A Russian and Saudi-orchestrated production freeze is to be maintained throughout 2018
December 1, 2017

As expected, the world’s largest oil states flew into Vienna this week, held a few meetings, and eventually extended an output cut agreement that has raised the price of Brent crude by 15 per cent so far in 2017. UK oil shares were largely indifferent to the widely-trailed development, though there were gains for several US energy stocks, whose free cash flows are more reliant on higher-cost shale production.

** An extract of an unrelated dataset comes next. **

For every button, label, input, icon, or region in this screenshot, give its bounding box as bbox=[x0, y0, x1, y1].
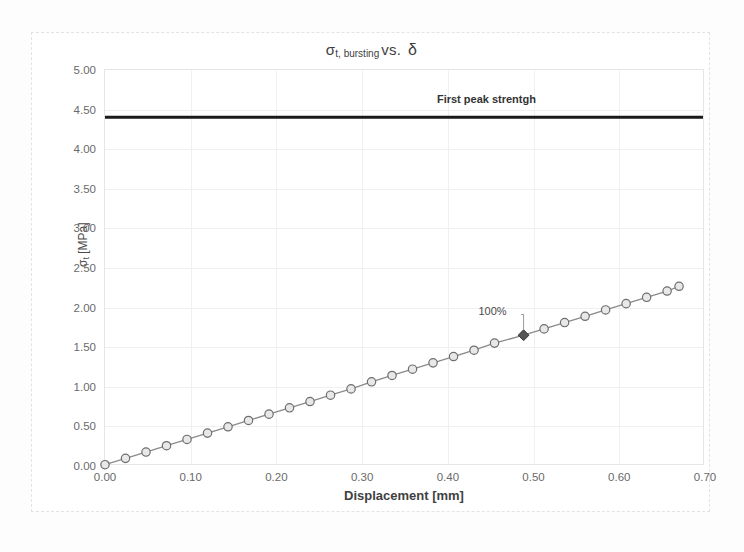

Failure to extend the deal would have been bearish for listed producers and many of the Opec cartel members in attendance in Vienna. In the end, an existing deal to strike 1.8m barrels from global daily production that was set to end in March has been extended throughout next year. The agreement, which could yet help to incentivise another tsunami of unconventional US output, builds on an existing deal brokered last year by Saudi Arabia and Russia, whose production makes up around a fifth of global supply.

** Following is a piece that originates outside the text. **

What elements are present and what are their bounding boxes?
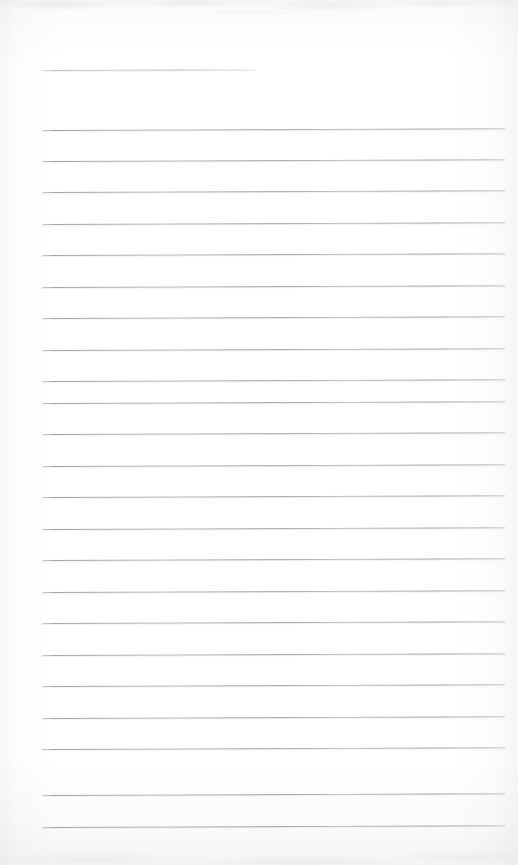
scanned-page (0, 0, 518, 865)
paper-background (0, 0, 518, 865)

Russia has paid a price for this, namely the influence that would come with the greater market share it desires. It has also extracted a concession, principally the possibility of a “further adjustment” to the cuts in June. If oil prices continue their current trajectory, and US output flat-lines, we would expect Opec’s chief non-Opec sponsor to walk away from the table.

Until then, the agreement’s efficacy will largely be tested by the strength of global demand, the level of recovery from Libya and Nigeria (which were excluded from the cuts), and US production growth.

“There has been good progress this year, but the job isn’t done yet,” said HSBC, shortly after the deal extension. “We expect demand growth to remain healthy in 2018 at comfortably over 1mbd, but also for US tight oil supply to grow by c.1mbd year-on-year. Against this background, an unwinding of OPEC’s cuts would risk leading to inventories rising once more.”

Chris Midgley, head of analytics at S&P Global Platts, added that while weak seasonal demand and higher stocks will put pressure on prices in the first half of 2018, the longer-term picture is more favourable to producers. “Looking beyond next year, we anticipate potential supply tightness as lower investment curtails production growth against continued robust demand,” he said.